Great_scot_selfbuild Posted 7 hours ago Posted 7 hours ago We've a very airtight build (timber frame) and the plant room has a dry screed floor. I want to tank the plant room so the if the DHW cylinder leaked / flooded, then the plant room could hold the 300 L long enough for me to pull the plug out of the drain (before laying the floor I installed a pipe that it could drain through); the floor of the house is suspended off the ground, so there's no issue with where the water then drains to btw. The photo shows the plant room floor with the various ducting and airtight tape. I need the tanking area to be 150mm deep to hold 300L, and was going to batten off the bottom of the door area to create a step-over into the plant room. What would you recommend for tanking the plant room floor and up the sides of the walls to the 150mm height? Any other comments / advice welcome (is this overkill? I'm perhaps being over-precautious about having a timber framed house and not wanting to risk anything significant). TIA
JohnMo Posted 6 hours ago Posted 6 hours ago 51 minutes ago, Great_scot_selfbuild said: create a step-over into the plant room. Nice trip hazard! If you need to it in the plant room, do you need to do it to every wet room, a fitting may leak while you out for the day? Do you have a floor drain? That maybe all you need. If not your hot swimming area will be difficult to empty anyway. Maybe over thinking it, our cylinder is above the kitchen, is it bunded area no, have I had leaks yes, were they an issue, no. 1
Great_scot_selfbuild Posted 4 hours ago Author Posted 4 hours ago 1 hour ago, JohnMo said: Do you have a floor drain? Yes (mentioned in first post) - there's a drain, but it will be plugged to retain the airtightness. Valid point about any connection could spring a leak, but only one room has a tank ready-filled with 300L. Good to hear I'm over-thinking it, but a sodden ground floor with timber walls was my worry.
Russdl Posted 3 hours ago Posted 3 hours ago 3 hours ago, Great_scot_selfbuild said: if the DHW cylinder leaked / flooded, then the plant room could hold the 300 L long enough for me to pull the plug out of the drain If you were home. If the DHW cylinder sprung a leak why would it only loose 300L, wouldn’t the supply of water be endless until you isolated it? I reckon you are massively over thinking this, get a flood sensor (Shelly do one, I’m sure many others exist) If you spring a leak, unless it is some kind of catastrophic failure, then it’ll take a long time to empty that tank. A flood sensor will tell you the floor is getting wet whilst you’re miles away, you send the neighbours round to isolate the leaking component and continue your holiday. Small leak, dries relatively quickly, zero damage to the timber frame but the plasterboard may need some attention.
crispy_wafer Posted 3 hours ago Posted 3 hours ago Would it still need to be plugged if there is a water seal in the drain trap?
Russell griffiths Posted 1 hour ago Posted 1 hour ago Use a waterless trap then you don’t need to be home. im as crazy as you, see pic.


→ **THE PROBLEM**: Compute how many lines in the data below hold the word "left", then report that number with nothing else.

*** PROVIDED INFORMATION ***

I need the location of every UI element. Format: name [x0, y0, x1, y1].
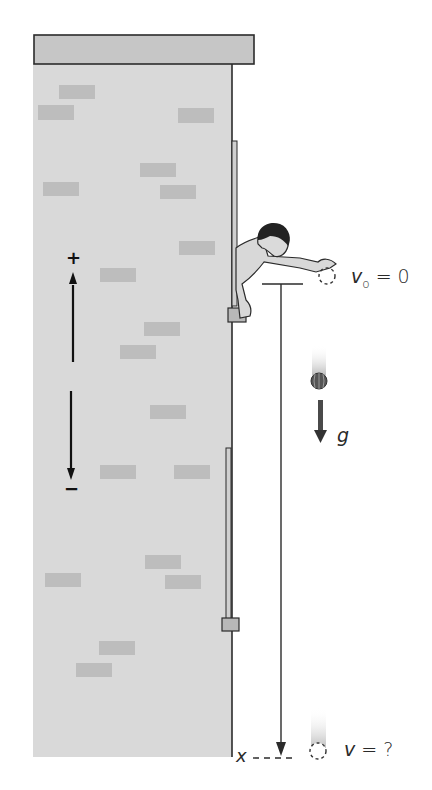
brick: [99, 641, 135, 655]
height-arrowhead: [276, 742, 286, 756]
brick: [145, 555, 181, 569]
initial-velocity-value: = 0: [376, 265, 410, 287]
lower-ledge-post: [226, 448, 231, 620]
final-velocity-value: = ?: [361, 738, 393, 760]
ball-final-position: [310, 743, 326, 759]
brick: [38, 105, 74, 120]
ball-final-trail: [311, 708, 326, 748]
brick: [160, 185, 196, 199]
gravity-label: g: [337, 424, 349, 446]
gravity-arrow-icon: [314, 400, 327, 443]
brick: [100, 465, 136, 479]
brick: [174, 465, 210, 479]
falling-ball: [311, 373, 327, 389]
final-velocity-label: v = ?: [344, 738, 393, 760]
initial-velocity-subscript: o: [362, 277, 369, 291]
initial-velocity-label: vo = 0: [351, 265, 410, 291]
brick: [120, 345, 156, 359]
brick: [100, 268, 136, 282]
brick: [144, 322, 180, 336]
initial-velocity-symbol: v: [351, 265, 362, 287]
ball-motion-trail: [312, 345, 326, 375]
minus-sign-label: −: [64, 478, 79, 499]
brick: [150, 405, 186, 419]
final-velocity-symbol: v: [344, 738, 355, 760]
ball-initial-position: [319, 268, 335, 284]
brick: [140, 163, 176, 177]
brick: [59, 85, 95, 99]
brick: [43, 182, 79, 196]
plus-sign-label: +: [66, 247, 81, 268]
position-x-label: x: [236, 745, 247, 766]
brick: [179, 241, 215, 255]
brick: [165, 575, 201, 589]
brick: [76, 663, 112, 677]
roof-slab: [34, 35, 254, 64]
brick: [45, 573, 81, 587]
falling-ball-diagram: [0, 0, 432, 790]
brick: [178, 108, 214, 123]
lower-ledge-block: [222, 618, 239, 631]
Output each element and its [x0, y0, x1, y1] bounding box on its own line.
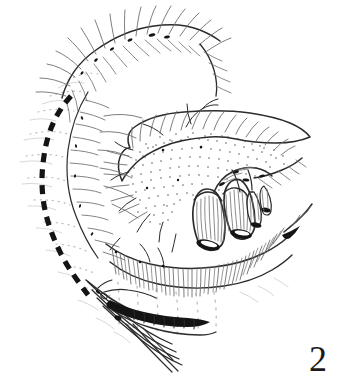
figure-number-label: 2	[300, 338, 336, 380]
inner-left-rim	[67, 92, 125, 260]
mass-vein-lines	[111, 99, 218, 242]
cut-tubes-group	[193, 167, 272, 252]
stippled-organ-mass	[104, 99, 310, 242]
line-drawing-canvas	[0, 0, 342, 386]
dashed-incision-line	[42, 96, 89, 296]
mass-left-fringe	[104, 151, 147, 223]
cut-tube-left	[193, 189, 225, 253]
inner-membrane-lines	[98, 114, 142, 218]
figure-illustration: 2	[0, 0, 342, 386]
upper-fringe-band	[36, 6, 231, 122]
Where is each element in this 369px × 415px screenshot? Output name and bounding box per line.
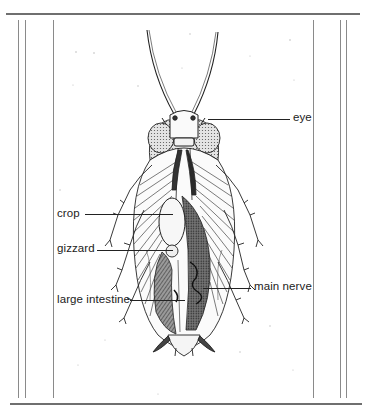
gizzard-leader-line [97,250,173,251]
label-gizzard: gizzard [57,243,95,255]
cockroach-illustration [0,0,369,415]
crop-organ [159,198,185,246]
label-main-nerve: main nerve [254,281,312,293]
label-crop: crop [57,208,80,220]
large-intestine-leader-line [130,300,185,301]
antennae [147,30,218,114]
crop-leader-line [85,214,173,215]
label-large-intestine: large intestine [57,294,130,306]
label-eye: eye [293,112,312,124]
main-nerve-leader-line [203,288,251,289]
eye-leader-line [208,119,290,120]
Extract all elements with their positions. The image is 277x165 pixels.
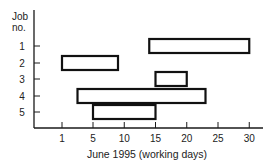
x-tick-label: 15: [150, 133, 162, 144]
x-tick-label: 25: [212, 133, 224, 144]
y-tick-label: 3: [19, 74, 25, 85]
task-bars: [62, 39, 249, 119]
x-tick-label: 30: [244, 133, 256, 144]
task-bar-job-2: [62, 56, 118, 70]
gantt-chart: Job no. 12345 151015202530 June 1995 (wo…: [0, 0, 277, 165]
x-tick-label: 1: [59, 133, 65, 144]
x-tick-label: 5: [90, 133, 96, 144]
task-bar-job-3: [156, 72, 187, 86]
x-tick-label: 10: [119, 133, 131, 144]
x-axis-ticks: 151015202530: [59, 122, 255, 144]
y-axis-title-line-2: no.: [12, 22, 26, 33]
y-tick-label: 5: [19, 107, 25, 118]
y-axis-ticks: 12345: [19, 41, 40, 118]
y-tick-label: 2: [19, 58, 25, 69]
task-bar-job-5: [93, 105, 156, 119]
y-tick-label: 4: [19, 91, 25, 102]
task-bar-job-1: [149, 39, 249, 53]
x-tick-label: 20: [181, 133, 193, 144]
y-axis-title: Job no.: [12, 11, 29, 33]
chart-canvas: Job no. 12345 151015202530 June 1995 (wo…: [0, 0, 277, 165]
y-tick-label: 1: [19, 41, 25, 52]
y-axis-title-line-1: Job: [12, 11, 29, 22]
x-axis-title: June 1995 (working days): [87, 148, 207, 160]
task-bar-job-4: [78, 89, 206, 103]
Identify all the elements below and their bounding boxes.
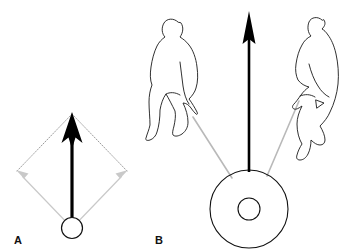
panel-a-label: A <box>14 234 22 246</box>
figure-canvas: A <box>0 0 363 252</box>
figure-root: A <box>0 0 363 252</box>
panel-b-label: B <box>155 234 163 246</box>
point-of-application <box>62 218 83 239</box>
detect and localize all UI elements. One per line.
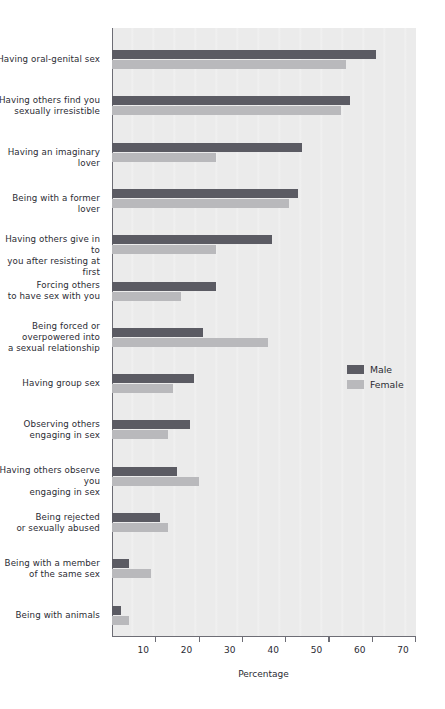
bar-female	[112, 523, 168, 532]
category-label: Being with a former lover	[0, 193, 106, 215]
bar-group	[112, 606, 415, 625]
x-tick	[285, 636, 286, 642]
bar-female	[112, 384, 173, 393]
legend-item-female: Female	[347, 377, 427, 392]
x-tick	[415, 636, 416, 642]
bar-female	[112, 430, 168, 439]
bar-group	[112, 559, 415, 578]
x-axis-title: Percentage	[112, 669, 415, 679]
x-tick-label: 60	[348, 645, 372, 655]
category-label: Having others observe youengaging in sex	[0, 465, 106, 498]
bar-female	[112, 199, 289, 208]
category-label: Being rejectedor sexually abused	[0, 512, 106, 534]
bar-male	[112, 513, 160, 522]
bar-group	[112, 513, 415, 532]
category-label: Having others give in toyou after resist…	[0, 234, 106, 278]
x-tick-label: 50	[304, 645, 328, 655]
legend-swatch-male-icon	[347, 365, 364, 374]
category-label: Having an imaginary lover	[0, 147, 106, 169]
x-tick-label: 40	[261, 645, 285, 655]
bar-male	[112, 467, 177, 476]
legend-label-male: Male	[370, 364, 392, 375]
bar-male	[112, 374, 194, 383]
x-tick	[242, 636, 243, 642]
x-tick	[199, 636, 200, 642]
legend-item-male: Male	[347, 362, 427, 377]
bar-groups	[112, 28, 415, 636]
category-label: Having others find yousexually irresisti…	[0, 95, 106, 117]
x-axis-line	[112, 636, 415, 637]
legend-label-female: Female	[370, 379, 404, 390]
category-label: Being with a memberof the same sex	[0, 558, 106, 580]
category-label: Having oral-genital sex	[0, 54, 106, 65]
x-tick	[328, 636, 329, 642]
category-label: Having group sex	[0, 378, 106, 389]
bar-male	[112, 189, 298, 198]
bar-female	[112, 616, 129, 625]
bar-male	[112, 282, 216, 291]
bar-male	[112, 235, 272, 244]
bar-female	[112, 569, 151, 578]
legend-swatch-female-icon	[347, 380, 364, 389]
bar-group	[112, 50, 415, 69]
category-label: Being forced oroverpowered intoa sexual …	[0, 321, 106, 354]
bar-male	[112, 328, 203, 337]
bar-male	[112, 96, 350, 105]
bar-male	[112, 50, 376, 59]
bar-group	[112, 143, 415, 162]
bar-male	[112, 606, 121, 615]
bar-female	[112, 292, 181, 301]
x-tick-label: 70	[391, 645, 415, 655]
bar-female	[112, 338, 268, 347]
bar-male	[112, 420, 190, 429]
bar-female	[112, 477, 199, 486]
bar-female	[112, 106, 341, 115]
x-tick-label: 30	[218, 645, 242, 655]
category-label: Being with animals	[0, 610, 106, 621]
x-tick	[372, 636, 373, 642]
category-labels: Having oral-genital sexHaving others fin…	[0, 28, 106, 636]
category-label: Forcing othersto have sex with you	[0, 280, 106, 302]
x-tick	[155, 636, 156, 642]
bar-group	[112, 96, 415, 115]
bar-female	[112, 245, 216, 254]
bar-group	[112, 467, 415, 486]
bar-group	[112, 282, 415, 301]
legend: Male Female	[347, 362, 427, 392]
bar-male	[112, 143, 302, 152]
x-tick-label: 10	[131, 645, 155, 655]
bar-male	[112, 559, 129, 568]
bar-female	[112, 60, 346, 69]
bar-chart: Having oral-genital sexHaving others fin…	[0, 0, 445, 709]
bar-group	[112, 189, 415, 208]
bar-group	[112, 420, 415, 439]
bar-female	[112, 153, 216, 162]
x-tick-label: 20	[175, 645, 199, 655]
bar-group	[112, 235, 415, 254]
category-label: Observing othersengaging in sex	[0, 419, 106, 441]
bar-group	[112, 328, 415, 347]
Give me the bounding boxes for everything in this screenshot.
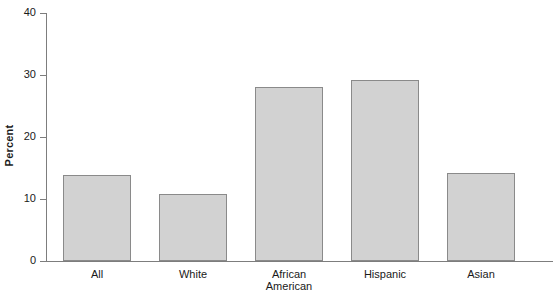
bar: [255, 87, 323, 261]
y-axis-title: Percent: [0, 0, 18, 291]
bar-chart: Percent 010203040 AllWhiteAfrican Americ…: [0, 0, 557, 291]
y-tick-label: 20: [10, 131, 36, 142]
bar: [351, 80, 419, 261]
x-axis-line: [46, 261, 553, 262]
x-category-label: White: [143, 268, 243, 280]
y-tick-label: 30: [10, 69, 36, 80]
bar: [447, 173, 515, 261]
bar: [63, 175, 131, 261]
y-tick-label: 0: [10, 255, 36, 266]
bar: [159, 194, 227, 261]
y-tick-label: 40: [10, 7, 36, 18]
plot-area: [46, 13, 553, 261]
x-category-label: African American: [239, 268, 339, 291]
y-tick-mark: [40, 261, 46, 262]
x-category-label: All: [47, 268, 147, 280]
x-category-label: Hispanic: [335, 268, 435, 280]
y-tick-label: 10: [10, 193, 36, 204]
x-category-label: Asian: [431, 268, 531, 280]
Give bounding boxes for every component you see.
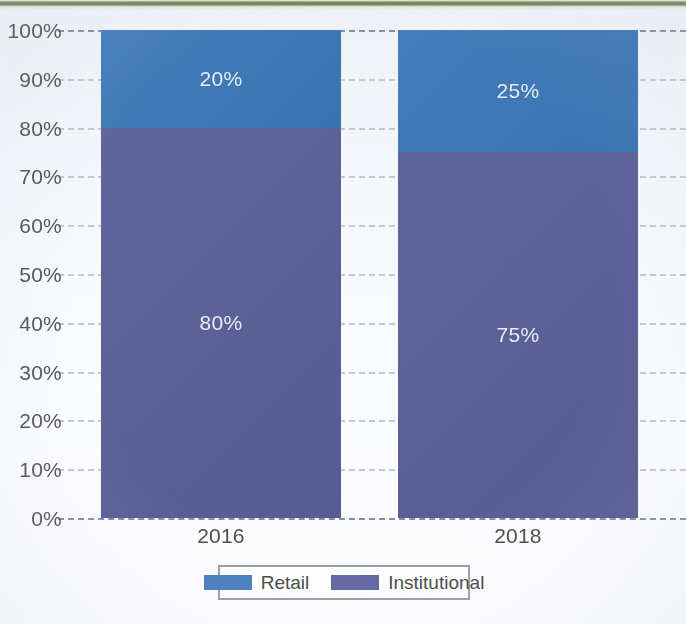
y-tick-label-60: 60% xyxy=(2,214,62,238)
legend-label-retail: Retail xyxy=(261,572,310,594)
x-tick-label-2018: 2018 xyxy=(398,524,638,548)
bar-2018-segment-institutional[interactable]: 75% xyxy=(398,152,638,518)
y-tick-label-90: 90% xyxy=(2,68,62,92)
chart-canvas: 100% 90% 80% 70% 60% 50% 40% 30% 20% 10% xyxy=(0,0,686,624)
bar-2016-segment-institutional[interactable]: 80% xyxy=(101,128,341,518)
y-tick-label-100: 100% xyxy=(2,19,62,43)
y-tick-label-80: 80% xyxy=(2,117,62,141)
legend-swatch-institutional-icon xyxy=(331,575,379,590)
bar-2018-segment-retail[interactable]: 25% xyxy=(398,30,638,152)
bar-2016[interactable]: 20% 80% xyxy=(101,30,341,518)
x-tick-label-2016: 2016 xyxy=(101,524,341,548)
bar-2016-institutional-value: 80% xyxy=(200,311,243,335)
legend-swatch-retail-icon xyxy=(204,575,252,590)
gridline-0: 0% xyxy=(58,518,686,520)
bar-2018[interactable]: 25% 75% xyxy=(398,30,638,518)
legend-label-institutional: Institutional xyxy=(388,572,484,594)
y-tick-label-40: 40% xyxy=(2,312,62,336)
bar-2018-institutional-value: 75% xyxy=(497,323,540,347)
bar-2018-retail-value: 25% xyxy=(497,79,540,103)
y-tick-label-0: 0% xyxy=(2,507,62,531)
chart-legend: Retail Institutional xyxy=(218,565,470,600)
bar-2016-retail-value: 20% xyxy=(200,67,243,91)
y-tick-label-20: 20% xyxy=(2,409,62,433)
legend-item-institutional[interactable]: Institutional xyxy=(331,572,484,594)
y-tick-label-50: 50% xyxy=(2,263,62,287)
bar-2016-segment-retail[interactable]: 20% xyxy=(101,30,341,128)
y-tick-label-70: 70% xyxy=(2,165,62,189)
plot-area: 100% 90% 80% 70% 60% 50% 40% 30% 20% 10% xyxy=(0,0,686,624)
y-tick-label-30: 30% xyxy=(2,361,62,385)
y-tick-label-10: 10% xyxy=(2,458,62,482)
legend-item-retail[interactable]: Retail xyxy=(204,572,310,594)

***

→ **EXPECTED ANSWER**: 3